Ofri presents Dimensions lecture
MOUNT VERNON – Bellevue Hospital physician Dr. Danielle Ofri will present “Singular Intimacies: Using Literature to Bridge the Cultural Gap” at Cornell College’s Kimmel Theatre on Wednesday, March 18, 11:10 a.m.
The first 50 attendees will be given a free copy of Ofri’s book Incidental Findings: Lessons from my Patients in the Art of Medicine. The lecture, sponsored by Dimensions: The Center for the Science and Culture of Healthcare, is free and open to the public.
Ofri is a physician and teacher at the oldest public hospital in the United States, Bellevue Hospital. In her practice and as an assistant professor of medicine at New York University, Ofri has focused on reaching the real humanity of her patients and on teaching young doctors how to do the same.
She is also the co-founder and editor-in-chief of the Bellvue Literary Journal, the first literary journal published by a hospital. The journal publishes essays, fiction, and poetry about patients as people and the art of healing.
Incidental Findings is a collection of stories gathered from her time at Bellvue focusing on healing, compassion, and the art of humanely treating the sick. It is her second medical memoir, after Singular Intimacies.
Ofri’s writings have been included in Best American Essays 2002, and Best American Science Writing 2003. She received the Missouri Review Editor’s Prize for nonfiction, and the McGovern award from the American Medical Writers Association.
The lecture is part of an annual series sponsored by the Cornell program Dimensions: The Center for the Science and Culture of Healthcare. The series addresses the interdisciplinary areas of science, the humanities and the social sciences. Previous programming has featured a lecture former Speaker of the House Newt Gingrich (2005), a symposium with representatives of the sports medicine and athletic training programs at the University of Iowa, along with football coach Kirk Ferentz (2006), a lecture by Patch Adams (2008), and the author of The God Gene, Dean Hamer (2007).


Write every entry out again exactly, please, and skip the pictures.

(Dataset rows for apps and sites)

◇ ◇ ◇ ◇ ◇ ◇ ◇

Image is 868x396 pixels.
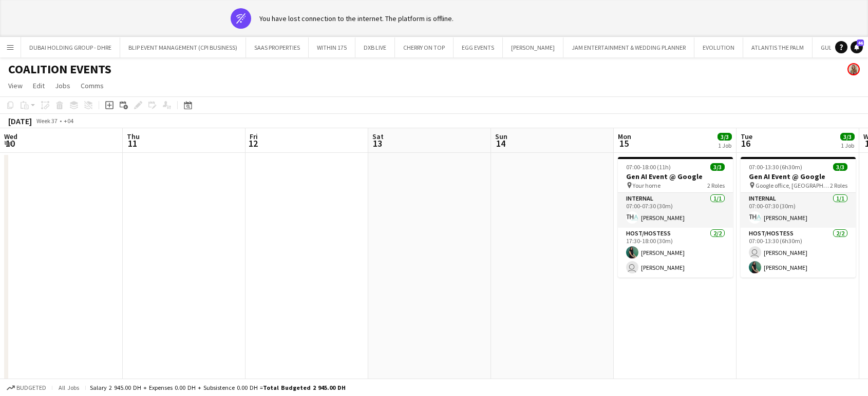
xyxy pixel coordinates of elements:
[4,132,17,141] span: Wed
[248,138,258,149] span: 12
[856,40,864,46] span: 46
[8,81,22,90] span: View
[618,132,631,141] span: Mon
[259,14,453,23] div: You have lost connection to the internet. The platform is offline.
[740,132,752,141] span: Tue
[563,38,694,58] button: JAM ENTERTAINMENT & WEDDING PLANNER
[4,79,27,92] a: View
[633,182,661,189] span: Your home
[263,384,346,392] span: Total Budgeted 2 945.00 DH
[503,38,563,58] button: [PERSON_NAME]
[830,182,847,189] span: 2 Roles
[740,228,856,278] app-card-role: Host/Hostess2/207:00-13:30 (6h30m) [PERSON_NAME][PERSON_NAME]
[64,117,74,125] div: +04
[250,132,258,141] span: Fri
[618,193,733,228] app-card-role: Internal1/107:00-07:30 (30m)[PERSON_NAME]
[493,138,508,149] span: 14
[618,157,733,278] app-job-card: 07:00-18:00 (11h)3/3Gen AI Event @ Google Your home2 RolesInternal1/107:00-07:30 (30m)[PERSON_NAM...
[740,193,856,228] app-card-role: Internal1/107:00-07:30 (30m)[PERSON_NAME]
[740,172,856,181] h3: Gen AI Event @ Google
[3,138,17,149] span: 10
[21,38,120,58] button: DUBAI HOLDING GROUP - DHRE
[77,79,108,92] a: Comms
[81,81,104,90] span: Comms
[749,163,802,171] span: 07:00-13:30 (6h30m)
[126,138,139,149] span: 11
[308,38,355,58] button: WITHIN 175
[495,132,508,141] span: Sun
[755,182,830,189] span: Google office, [GEOGRAPHIC_DATA]
[743,38,812,58] button: ATLANTIS THE PALM
[851,41,863,53] a: 46
[453,38,503,58] button: EGG EVENTS
[34,117,59,125] span: Week 37
[17,384,46,392] span: Budgeted
[373,132,383,141] span: Sat
[5,382,48,393] button: Budgeted
[618,172,733,181] h3: Gen AI Event @ Google
[90,384,346,392] div: Salary 2 945.00 DH + Expenses 0.00 DH + Subsistence 0.00 DH =
[718,141,732,149] div: 1 Job
[120,38,246,58] button: BLIP EVENT MANAGEMENT (CPI BUSINESS)
[51,79,74,92] a: Jobs
[33,81,45,90] span: Edit
[8,61,111,77] h1: COALITION EVENTS
[847,63,859,76] app-user-avatar: Viviane Melatti
[841,141,854,149] div: 1 Job
[833,163,847,171] span: 3/3
[717,133,732,141] span: 3/3
[740,157,856,278] app-job-card: 07:00-13:30 (6h30m)3/3Gen AI Event @ Google Google office, [GEOGRAPHIC_DATA]2 RolesInternal1/107:...
[395,38,453,58] button: CHERRY ON TOP
[840,133,854,141] span: 3/3
[355,38,395,58] button: DXB LIVE
[626,163,671,171] span: 07:00-18:00 (11h)
[739,138,752,149] span: 16
[246,38,308,58] button: SAAS PROPERTIES
[56,384,81,392] span: All jobs
[694,38,743,58] button: EVOLUTION
[370,138,383,149] span: 13
[127,132,139,141] span: Thu
[707,182,724,189] span: 2 Roles
[616,138,631,149] span: 15
[29,79,49,92] a: Edit
[8,116,32,126] div: [DATE]
[711,163,724,171] span: 3/3
[618,228,733,278] app-card-role: Host/Hostess2/217:30-18:00 (30m)[PERSON_NAME] [PERSON_NAME]
[55,81,70,90] span: Jobs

◇ ◇ ◇ ◇ ◇ ◇ ◇

== YOUR SOLUTION ==
Image is 868x396 pixels.
xyxy pixel coordinates of elements:
[4,132,17,141] span: Wed
[248,138,258,149] span: 12
[856,40,864,46] span: 46
[8,81,22,90] span: View
[618,132,631,141] span: Mon
[259,14,453,23] div: You have lost connection to the internet. The platform is offline.
[740,132,752,141] span: Tue
[563,38,694,58] button: JAM ENTERTAINMENT & WEDDING PLANNER
[4,79,27,92] a: View
[633,182,661,189] span: Your home
[263,384,346,392] span: Total Budgeted 2 945.00 DH
[503,38,563,58] button: [PERSON_NAME]
[830,182,847,189] span: 2 Roles
[740,228,856,278] app-card-role: Host/Hostess2/207:00-13:30 (6h30m) [PERSON_NAME][PERSON_NAME]
[64,117,74,125] div: +04
[250,132,258,141] span: Fri
[618,193,733,228] app-card-role: Internal1/107:00-07:30 (30m)[PERSON_NAME]
[493,138,508,149] span: 14
[618,157,733,278] app-job-card: 07:00-18:00 (11h)3/3Gen AI Event @ Google Your home2 RolesInternal1/107:00-07:30 (30m)[PERSON_NAM...
[740,193,856,228] app-card-role: Internal1/107:00-07:30 (30m)[PERSON_NAME]
[740,172,856,181] h3: Gen AI Event @ Google
[3,138,17,149] span: 10
[21,38,120,58] button: DUBAI HOLDING GROUP - DHRE
[77,79,108,92] a: Comms
[81,81,104,90] span: Comms
[749,163,802,171] span: 07:00-13:30 (6h30m)
[126,138,139,149] span: 11
[308,38,355,58] button: WITHIN 175
[495,132,508,141] span: Sun
[755,182,830,189] span: Google office, [GEOGRAPHIC_DATA]
[743,38,812,58] button: ATLANTIS THE PALM
[851,41,863,53] a: 46
[453,38,503,58] button: EGG EVENTS
[34,117,59,125] span: Week 37
[17,384,46,392] span: Budgeted
[373,132,383,141] span: Sat
[5,382,48,393] button: Budgeted
[618,172,733,181] h3: Gen AI Event @ Google
[90,384,346,392] div: Salary 2 945.00 DH + Expenses 0.00 DH + Subsistence 0.00 DH =
[718,141,732,149] div: 1 Job
[120,38,246,58] button: BLIP EVENT MANAGEMENT (CPI BUSINESS)
[51,79,74,92] a: Jobs
[33,81,45,90] span: Edit
[8,61,111,77] h1: COALITION EVENTS
[847,63,859,76] app-user-avatar: Viviane Melatti
[841,141,854,149] div: 1 Job
[833,163,847,171] span: 3/3
[717,133,732,141] span: 3/3
[740,157,856,278] app-job-card: 07:00-13:30 (6h30m)3/3Gen AI Event @ Google Google office, [GEOGRAPHIC_DATA]2 RolesInternal1/107:...
[395,38,453,58] button: CHERRY ON TOP
[840,133,854,141] span: 3/3
[355,38,395,58] button: DXB LIVE
[626,163,671,171] span: 07:00-18:00 (11h)
[739,138,752,149] span: 16
[246,38,308,58] button: SAAS PROPERTIES
[56,384,81,392] span: All jobs
[694,38,743,58] button: EVOLUTION
[370,138,383,149] span: 13
[127,132,139,141] span: Thu
[707,182,724,189] span: 2 Roles
[616,138,631,149] span: 15
[29,79,49,92] a: Edit
[8,116,32,126] div: [DATE]
[711,163,724,171] span: 3/3
[618,228,733,278] app-card-role: Host/Hostess2/217:30-18:00 (30m)[PERSON_NAME] [PERSON_NAME]
[55,81,70,90] span: Jobs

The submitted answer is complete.